Common cattail is a very familiar inhabitant of wet areas throughout the Americas, as well as in
Europe, Asia, and Africa. It is a vigorous colonizer of disturbed areas
with shallow water for much or all of the season. It forms dense colonies, spreading by cloning itself, and is
common in roadside drainage ditches and ponds and swamps. In fact, cattails have thrived because humans
are always reshaping the landscape. Over time, they are replaced by other species,
still present but less dominant.
Plants: 3-9½′ (1-3 m) tall, with long, thick, flat,
straplike pointed leaves like giant grass blades.

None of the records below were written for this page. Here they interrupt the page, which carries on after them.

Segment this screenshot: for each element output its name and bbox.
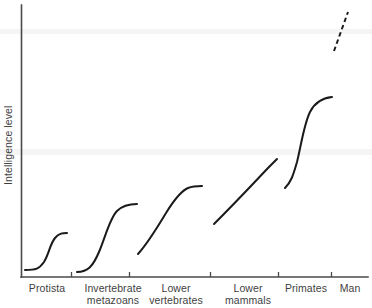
x-label-lower-vertebrates-line1: Lower xyxy=(161,282,191,294)
scan-band-middle xyxy=(0,149,372,155)
scan-band-upper xyxy=(0,29,372,34)
curve-protista xyxy=(25,233,67,270)
x-axis-labels: Protista Invertebrate metazoans Lower ve… xyxy=(29,282,361,306)
curve-lower-mammals xyxy=(214,159,277,224)
x-label-lower-vertebrates-line2: vertebrates xyxy=(149,294,203,306)
curve-lower-vertebrates xyxy=(138,186,202,254)
curve-invertebrate-metazoans xyxy=(77,204,137,272)
intelligence-level-chart: Intelligence level Protista Invertebrate… xyxy=(0,0,372,308)
scan-artifact-bands xyxy=(0,29,372,155)
x-label-lower-mammals-line1: Lower xyxy=(233,282,263,294)
x-label-invertebrate-metazoans-line1: Invertebrate xyxy=(84,282,141,294)
curve-group xyxy=(25,12,348,272)
x-label-protista-line1: Protista xyxy=(29,282,65,294)
y-axis-label: Intelligence level xyxy=(2,106,14,185)
curve-primates xyxy=(285,97,332,188)
x-label-invertebrate-metazoans-line2: metazoans xyxy=(87,294,139,306)
x-label-lower-mammals-line2: mammals xyxy=(225,294,271,306)
x-label-primates-line1: Primates xyxy=(285,282,327,294)
axes-group xyxy=(21,5,368,277)
x-label-man-line1: Man xyxy=(340,282,361,294)
chart-figure: Intelligence level Protista Invertebrate… xyxy=(0,0,372,308)
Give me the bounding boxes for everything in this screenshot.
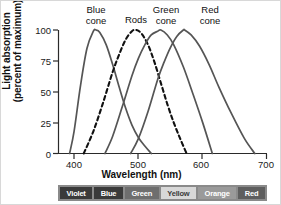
axes: [53, 30, 267, 159]
visible-spectrum-bar: VioletBlueGreenYellowOrangeRed: [58, 185, 267, 201]
light-absorption-chart: Light absorption (percent of maximum) 10…: [0, 0, 281, 205]
curve-rods: [84, 30, 187, 154]
spectrum-band-orange: Orange: [198, 187, 236, 199]
spectrum-band-green: Green: [125, 187, 159, 199]
spectrum-band-red: Red: [238, 187, 265, 199]
y-axis-ticks: [53, 30, 58, 154]
x-axis-ticks: [74, 154, 267, 159]
absorption-curves: [70, 29, 255, 153]
x-axis-title: Wavelength (nm): [1, 169, 281, 180]
spectrum-band-violet: Violet: [60, 187, 92, 199]
spectrum-band-yellow: Yellow: [161, 187, 196, 199]
spectrum-band-blue: Blue: [94, 187, 123, 199]
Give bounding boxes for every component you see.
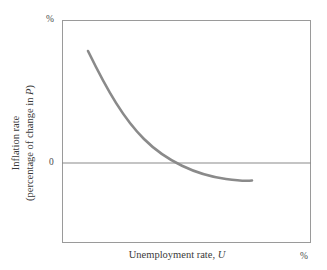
y-axis-title-line2-prefix: (percentage of change in [24,95,35,201]
plot-canvas [62,20,311,243]
phillips-curve-figure: % 0 % Unemployment rate, U Inflation rat… [0,0,327,270]
y-axis-title: Inflation rate (percentage of change in … [1,32,45,255]
y-axis-unit-label: % [46,15,54,25]
y-axis-title-line2-suffix: ) [24,85,35,89]
y-axis-title-line1: Inflation rate [9,116,23,171]
x-axis-title: Unemployment rate, U [62,250,292,261]
y-axis-title-line2-symbol: P [24,88,35,94]
x-axis-unit-label: % [300,252,308,262]
x-axis-title-symbol: U [218,249,226,260]
y-axis-zero-tick-label: 0 [49,158,54,168]
x-axis-title-text: Unemployment rate, [129,249,218,260]
y-axis-title-line2: (percentage of change in P) [23,85,37,201]
phillips-curve-path [88,51,252,181]
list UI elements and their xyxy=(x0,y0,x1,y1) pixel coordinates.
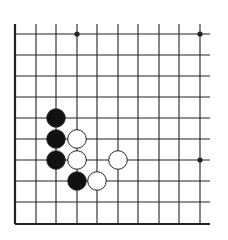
hoshi-point xyxy=(74,31,79,36)
grid-lines xyxy=(15,24,210,224)
go-board xyxy=(0,0,228,240)
black-stone xyxy=(68,172,87,191)
black-stone xyxy=(47,151,66,170)
black-stone xyxy=(47,109,66,128)
stones xyxy=(47,109,128,191)
white-stone xyxy=(68,130,87,149)
hoshi-point xyxy=(197,157,202,162)
hoshi-point xyxy=(197,31,202,36)
white-stone xyxy=(109,151,128,170)
black-stone xyxy=(47,130,66,149)
white-stone xyxy=(68,151,87,170)
white-stone xyxy=(88,172,107,191)
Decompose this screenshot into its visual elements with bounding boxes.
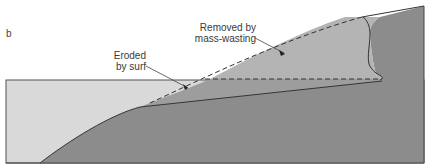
removed-label-line1: Removed by [190, 22, 256, 33]
removed-label-line2: mass-wasting [190, 33, 256, 44]
panel-letter: b [6, 28, 12, 39]
eroded-label-line2: by surf [112, 61, 146, 72]
removed-by-mass-wasting-label: Removed by mass-wasting [190, 22, 256, 44]
eroded-by-surf-label: Eroded by surf [112, 50, 146, 72]
eroded-label-line1: Eroded [112, 50, 146, 61]
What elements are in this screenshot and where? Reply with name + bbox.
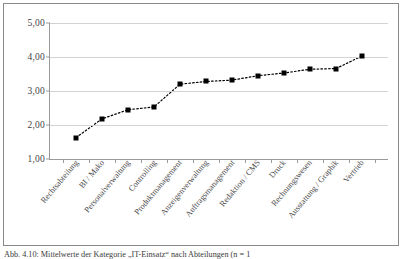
chart-frame: 1,002,003,004,005,00RechtsabteilungBI / … <box>3 3 399 246</box>
data-point-marker <box>308 67 313 72</box>
x-axis-category-label-text: Ausstattung / Graphik <box>286 158 340 220</box>
y-axis-tick <box>46 91 50 92</box>
figure-container: 1,002,003,004,005,00RechtsabteilungBI / … <box>0 0 404 259</box>
y-axis-tick-label: 1,00 <box>28 154 45 164</box>
x-axis-tick <box>219 159 220 163</box>
x-axis-category-label-text: Rechtsabteilung <box>39 158 80 205</box>
data-point-marker <box>230 78 235 83</box>
gridline <box>50 23 388 24</box>
y-axis-tick-label: 4,00 <box>28 52 45 62</box>
data-point-marker <box>334 66 339 71</box>
x-axis-category-label-text: Produktmanagement <box>133 158 184 216</box>
x-axis-tick <box>297 159 298 163</box>
data-point-marker <box>360 53 365 58</box>
figure-caption: Abb. 4.10: Mittelwerte der Kategorie „IT… <box>4 250 400 259</box>
x-axis-tick <box>115 159 116 163</box>
gridline <box>50 125 388 126</box>
x-axis-category-label-text: Personalverwaltung <box>83 158 132 214</box>
y-axis-tick <box>46 159 50 160</box>
data-point-marker <box>256 73 261 78</box>
y-axis-tick <box>46 57 50 58</box>
data-point-marker <box>100 116 105 121</box>
gridline <box>50 91 388 92</box>
data-point-marker <box>152 104 157 109</box>
x-axis-category-label-text: Anzeigenverwaltung <box>159 158 210 217</box>
y-axis-tick-label: 5,00 <box>28 18 45 28</box>
y-axis-tick <box>46 23 50 24</box>
x-axis-tick <box>245 159 246 163</box>
data-point-marker <box>74 135 79 140</box>
x-axis-category-label-text: Vertrieb <box>342 158 366 184</box>
x-axis-tick <box>271 159 272 163</box>
x-axis-tick <box>323 159 324 163</box>
data-point-marker <box>126 107 131 112</box>
x-axis-tick <box>141 159 142 163</box>
y-axis-tick <box>46 125 50 126</box>
y-axis-tick-label: 2,00 <box>28 120 45 130</box>
gridline <box>50 57 388 58</box>
data-point-marker <box>204 79 209 84</box>
x-axis-tick <box>63 159 64 163</box>
x-axis-tick <box>167 159 168 163</box>
plot-area: 1,002,003,004,005,00RechtsabteilungBI / … <box>49 23 388 160</box>
x-axis-tick <box>89 159 90 163</box>
x-axis-tick <box>349 159 350 163</box>
data-point-marker <box>178 82 183 87</box>
y-axis-tick-label: 3,00 <box>28 86 45 96</box>
x-axis-tick <box>375 159 376 163</box>
x-axis-tick <box>193 159 194 163</box>
data-point-marker <box>282 70 287 75</box>
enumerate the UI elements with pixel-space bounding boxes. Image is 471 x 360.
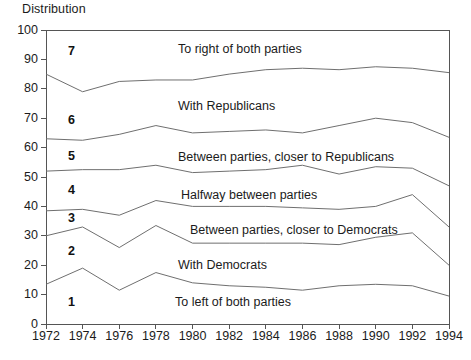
x-tick-1994: 1994: [435, 330, 463, 343]
band-boundary-5: [46, 118, 449, 140]
band-label-6: With Republicans: [178, 100, 275, 113]
x-tick-1986: 1986: [289, 330, 317, 343]
band-number-3: 3: [68, 212, 75, 225]
band-label-2: With Democrats: [178, 259, 267, 272]
band-label-4: Halfway between parties: [181, 189, 317, 202]
x-tick-1990: 1990: [362, 330, 390, 343]
band-label-7: To right of both parties: [178, 43, 302, 56]
x-tick-1976: 1976: [105, 330, 133, 343]
band-label-1: To left of both parties: [175, 296, 291, 309]
x-tick-1978: 1978: [142, 330, 170, 343]
band-label-5: Between parties, closer to Republicans: [178, 151, 394, 164]
x-tick-1974: 1974: [69, 330, 97, 343]
band-boundary-4: [46, 165, 449, 186]
x-tick-1988: 1988: [325, 330, 353, 343]
distribution-area-chart: Distribution 0102030405060708090100 1972…: [0, 0, 471, 360]
x-tick-1982: 1982: [215, 330, 243, 343]
chart-axes: [41, 30, 449, 329]
band-number-1: 1: [68, 296, 75, 309]
band-number-2: 2: [68, 245, 75, 258]
x-tick-1992: 1992: [398, 330, 426, 343]
band-boundary-6: [46, 67, 449, 92]
band-number-7: 7: [68, 45, 75, 58]
x-tick-1972: 1972: [32, 330, 60, 343]
x-tick-1984: 1984: [252, 330, 280, 343]
band-boundary-1: [46, 268, 449, 296]
band-number-5: 5: [68, 150, 75, 163]
band-label-3: Between parties, closer to Democrats: [190, 224, 398, 237]
band-number-4: 4: [68, 184, 75, 197]
x-tick-1980: 1980: [179, 330, 207, 343]
band-number-6: 6: [68, 114, 75, 127]
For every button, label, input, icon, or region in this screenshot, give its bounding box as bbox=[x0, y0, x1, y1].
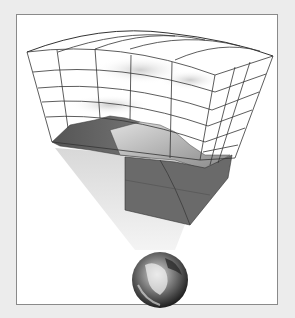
cloud bbox=[70, 95, 150, 115]
climate-grid-illustration bbox=[0, 0, 295, 318]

Leaves: ⅛-1″ (6-29 mm) wide and up to 8′ (2.5 m)
long.
Flowers: A single stout smooth stem, up to ½″ (1.3 cm) around, supports the flowerhead. A large sausage-shaped
female flowerhead is the most noticeable characteristic. It is ⅝-1¾″ thick ⨉ 6-10″ tall (1.8-5 ⨉ 15-25 cm).
Above it is a narrower spike of male flowers, sometimes separated from the male spike by up to
1½″ (3.8 cm). Flowers appear from June to July. As the plant ages, the male flowers wither, and the female
spike turns dark brown, feeling like dense felt.
Fruits: If the flowers were fertilized, they produce small nutlike
achenes or seeds. Gradually the seeds peel away from the stem, floating on windborne
parachutes to begin again.
These plants hybridize freely with narrower varieties, so there are many subtle variations. We
distinguish here only between this and Typha angustifolia,
narrow-leaved cattails.
Edibility: Cattail roots may be eaten after peeling and cooking them.
Leaf bases and peeled stems are edible, cooked or raw. Young flower spikes are also edible.